Which Costs More...The beer I'm drinking or the can it's in.
January 31, 2014 7:11 PM   Subscribe

When I buy a case, am I paying more for beer, or aluminum?

I'm interested in the big brewers here; Coors, Bud, Heineken, et al.

I turned in some cans a while ago, and it wasn't a lot of money, but it was money. And the beer's mostly water.

So, assuming the brewer is already operating and the various sunk costs are already sunk. Which are they spending more on? Beer or aluminum?

I toured Miller Valley a few times when I lived in Milwaukee, and the overhead is indeed impressive. Lots of copper and piping.

(Thank you hive mind!)
posted by SlyBevel to Food & Drink (11 answers total) 2 users marked this as a favorite
 
Where are you? When you turned in the cans, were you getting the cash value of the aluminum in them, or were you getting a return of the 5 or 10-cent deposit on them? It makes a huge difference. In states that have a can deposit, the deposit is worth far more than the metal in the can, in order to encourage people to return the can for recycling rather than to litter or toss it in the trash.
posted by brianogilvie at 7:15 PM on January 31, 2014


Response by poster: "Where are you?"

Good question! I'm in a US state that does not give 5 cent or 10 cent per can awards. They weigh it and tell you what the rate is, and the rate times the weight is how much you get.
posted by SlyBevel at 7:24 PM on January 31, 2014


I don't know about the big breweries (of course they buy in bulk so their costs will be lower), but I worked at a restaurant/microbrewery so I have a vague idea. The main cost of making beer, besides the overhead (equipment, storage, building, workers) is the ingredients. A lot of the cost depends on the quality of the ingredients. Our brewers switched from imported to domestic to reduce the costs, so again you have the factor of source. But overall the expense of ingredients and overhead was definitely more than the cost of aluminum would have been. I don't have a quote on aluminum but it's cheap, and again the big manufacturers buy in bulk which further reduces their cost.
posted by DoubleLune at 7:32 PM on January 31, 2014 [1 favorite]


I'm gonna go with the beer. How can you not account for overhead? Facilities, employees, taxes, etc.. You have that with aluminum can manufacturing, too, but depending on the brewery much of that equipment is still being paid for. The material costs in can making are probably slightly less influenced by market fluctuations whereas there are many elements that go into beer making that can affect the price of the raw goods.
posted by amanda at 7:38 PM on January 31, 2014


It may be dangerous to extroplate, but when buying materials to make beer at home it is more expensive to buy ingredients then brand new glass bottles.
posted by edgeways at 7:55 PM on January 31, 2014


Mod note: Couple of comments deleted; please give some basis for your answer, don't just guess or say you figure it must be the beer. Thanks.
posted by LobsterMitten (staff) at 8:41 PM on January 31, 2014


Best answer: Assuming this chart from 6 years ago is still relatively accurate (The book that they get the numbers from is an interesting read if you're into the minutiae of beer making):

Packaging is 28% total, that includes the cans and the stuff they're shipped in, ingredients are only 15%. However, ingredients without production doesn't give you beer, it gives you a bunch of ingredients. Production's another 15%. So the cost of buying the ingredients and turning them into beer is slightly higher than the cost of what you ship that beer to the consumer in.
posted by Gygesringtone at 8:58 PM on January 31, 2014 [6 favorites]


I can get ingredients to make a batch of beer for about $30. That makes two cases @ 60 cents a bottle. A major manufacturer could get a better deal, sure.

A random recycling site I found online will give you 40 cents a pound for aluminum cans.

Gotta be the beer.
posted by MrMoonPie at 6:23 AM on February 1, 2014


Just as a point of reference, the consumer product company where I work spends anywhere from 5% - 25% of total cost of goods on packaging. I am sure each category is different, but I think a general rule of thumb is that the product costs more than the packaging it's in.
posted by gillianr at 8:31 AM on February 1, 2014


"Where are you?" should be a standard AskMe staple.

From what I remember from my work at a local brewery, it's really close. When they switched from strictly bottles to cans and bottles, they lost money initially, but made it back in the longer term.

/disclaimer, I did IT work, I was in no way involved with pricing or bottling/canning stuff.
posted by Sphinx at 8:44 AM on February 1, 2014 [1 favorite]


Beer distributors pay the brewery more for the keg than they do the beer in the keg, at least on the big volume brands, and that does not account for shipping. Some specialty beers are the other way around. I don't know if that means those beers actually cost more to make or if the breweries feel like they can charge more because it's not the usual swill, though.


▶ What you will do: Copy each record below faithfully, leaving out images.

▶ The data:
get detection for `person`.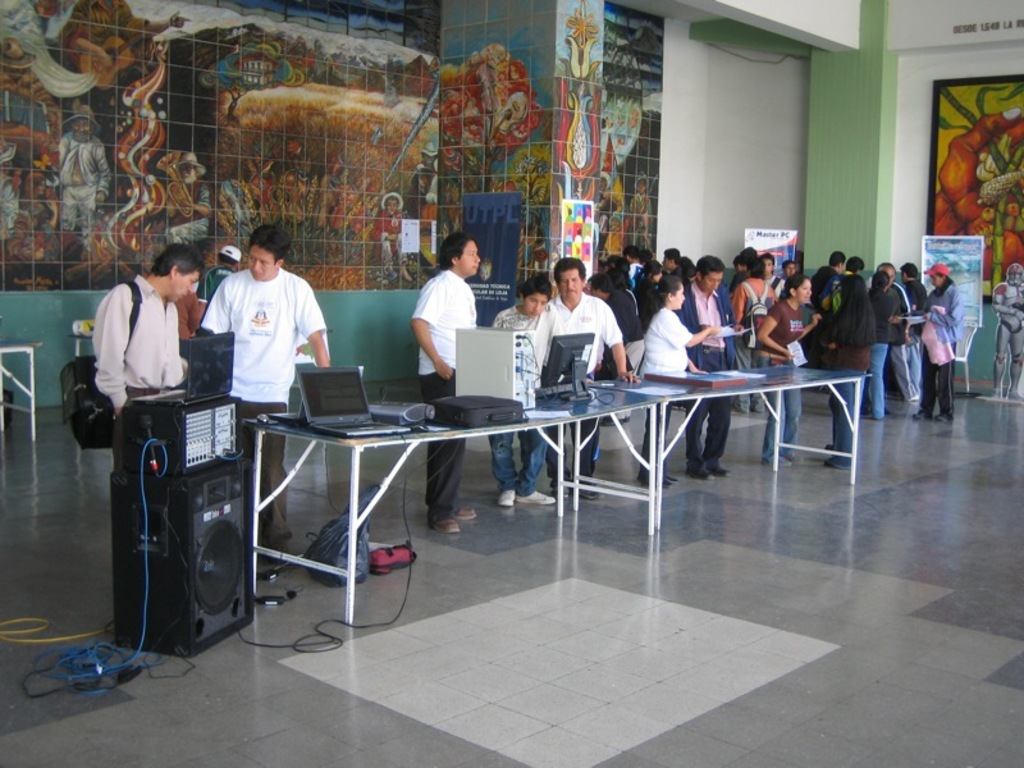
Detection: bbox(406, 230, 477, 532).
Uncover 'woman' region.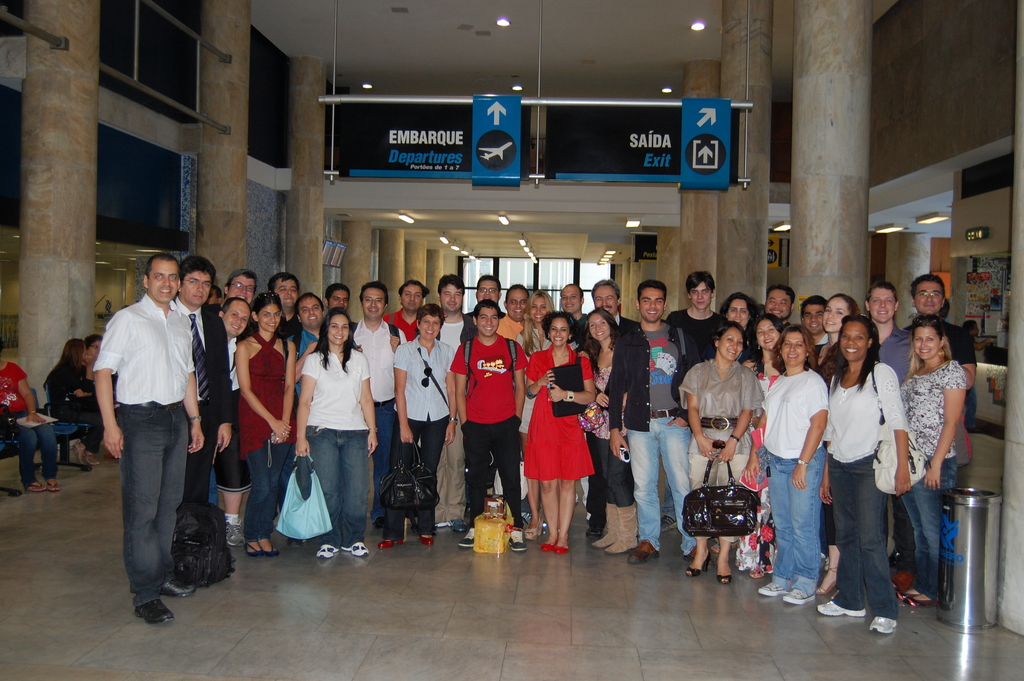
Uncovered: locate(717, 292, 758, 360).
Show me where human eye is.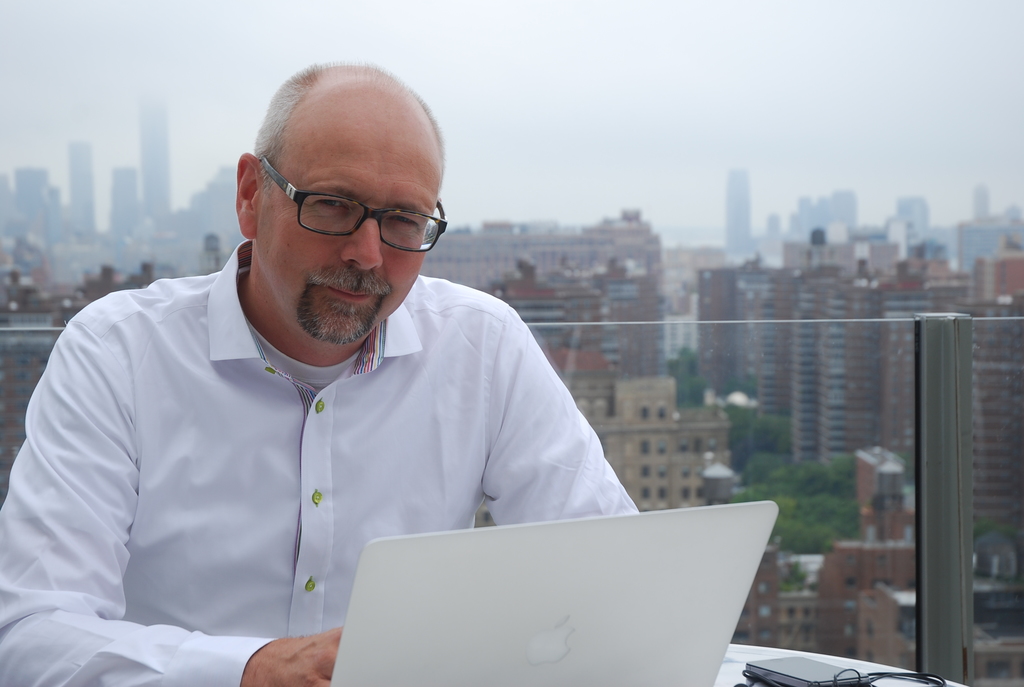
human eye is at select_region(312, 196, 356, 214).
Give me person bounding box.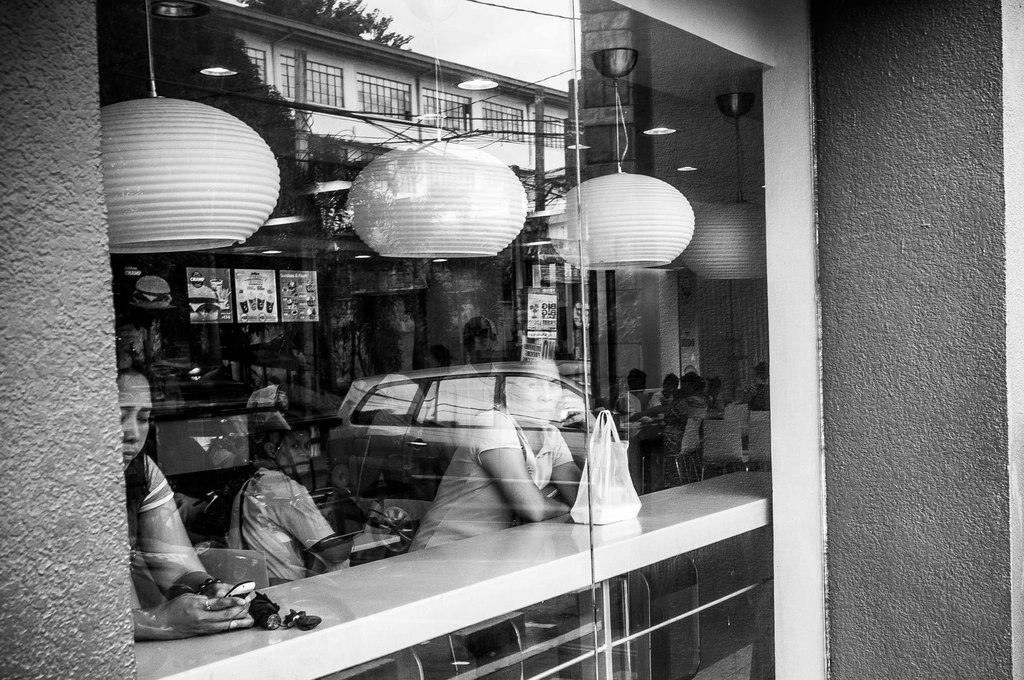
[119, 368, 255, 642].
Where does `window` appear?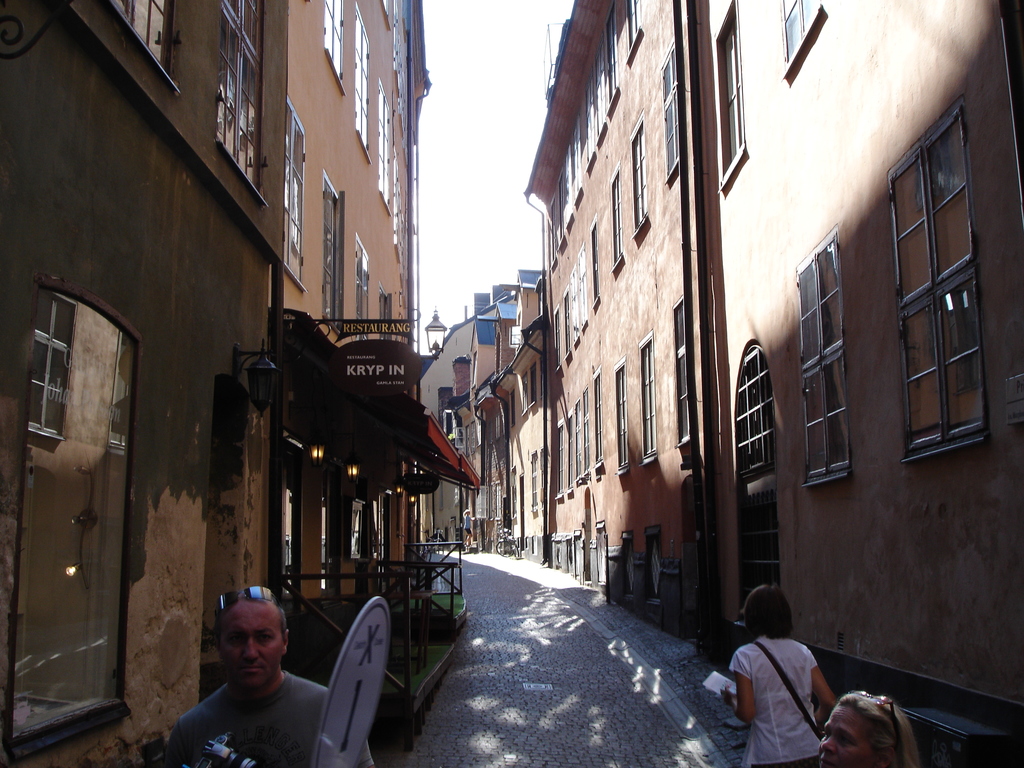
Appears at left=605, top=160, right=623, bottom=273.
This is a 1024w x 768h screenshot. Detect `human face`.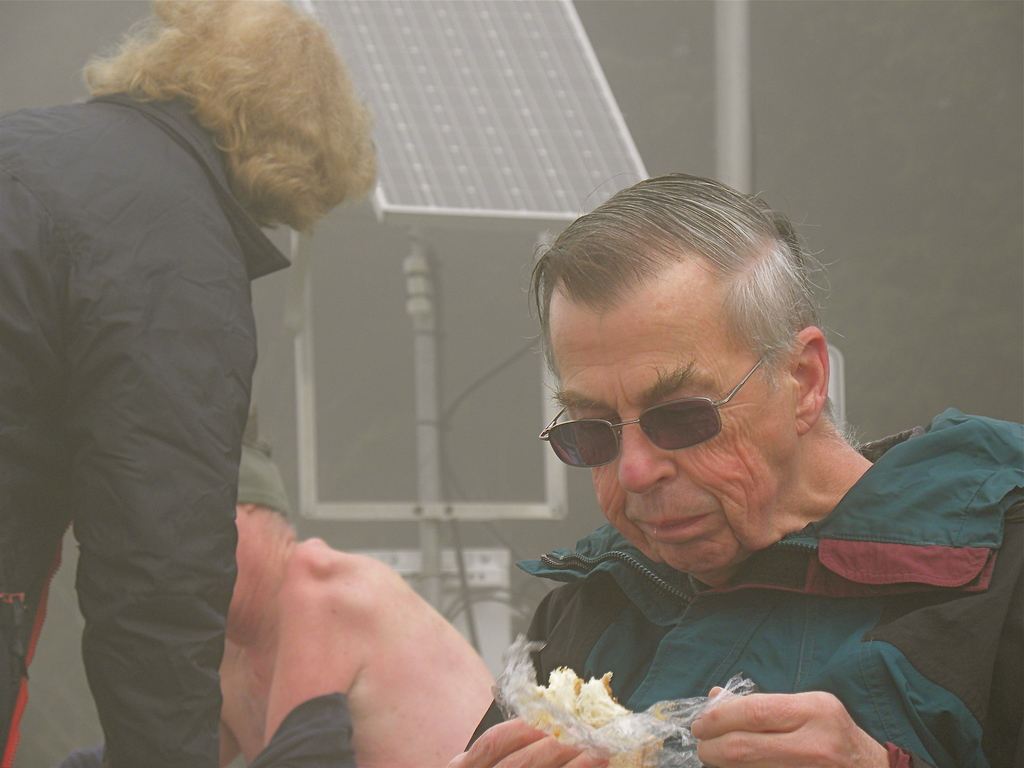
<bbox>550, 300, 803, 573</bbox>.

▶ Reply:
get detection for `person`.
Detection: bbox(406, 230, 477, 532).
Uncover 'woman' region.
Uncovered: locate(717, 292, 758, 360).
Show me where human eye is.
human eye is at select_region(312, 196, 356, 214).
Give me person bounding box.
[119, 368, 255, 642].
Where does `window` appear?
Appears at left=605, top=160, right=623, bottom=273.
This is a 1024w x 768h screenshot. Detect `human face`.
<bbox>550, 300, 803, 573</bbox>.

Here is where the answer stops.